"I owe you everything," he said with the cold ungraciousness of a grudging confession. "If you hadn't come, I'd have had a hell in my conscience tomorrow. I'd have been a murderer. I even tried to force you to admit that it was for me, myself, that you cared enough to do it. I'm ashamed of that.... It won't happen again." He paused and his voice was bitterly edged when he went on. "I begged for the chance to explain things—when there was still time. You refused to hear me. Now I wouldn't explain if you begged me to—That's over, but I acknowledge the debt I owe you—for tonight. It's a heavier debt than any man can stand in and keep his self-respect."
Morgan and Anne had been to the theatre, and when they came back to the house the lawyer had drawn from his pocket a small package, and while Anne opened it he looked on. It was an engagement ring, and quite worthy of his connoisseur's selection.
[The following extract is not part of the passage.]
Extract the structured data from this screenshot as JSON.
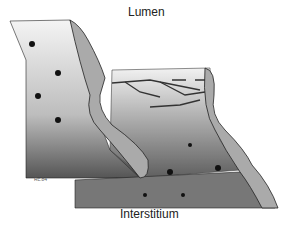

But when he put out his hand to take hers, she drew it back and spoke impulsively:
"Before you put that on—Morgan—there's something I must tell you."
He smiled his acquiescence and waited with the emerald set emblem in his fingers, while, in the manner of one who has determined upon a recital that does not flow easily, she began. She filled in for him the events of the two days of her recent and somewhat mysterious absence, and its cause.
Morgan had learned to accept with a certain philosophy the impulse-governed life of the girl who had promised to marry him. If Anne had been less uniquely her own unstereotyped self, she would not have been the fascinating person who had captured his fastidious admiration.
While she talked, his face grew sober, but he refrained from any interruption, and at last she looked up and said simply: "I thought it was best to tell you all about it now. I went—and that's where I was—and for hours of that ghastly night—there was no one else there—but just the two of us."
"I see," said Morgan slowly. She waited for him to supplement the two words, and when he failed to do so, she went on:
"I thought maybe that—knowing about that—you might not want to—" She broke off, and her eyes falling on the ring, finished the sentence.
Morgan shook his head. His usual self-possession was a shade shaken, but he responded definitely, "I do."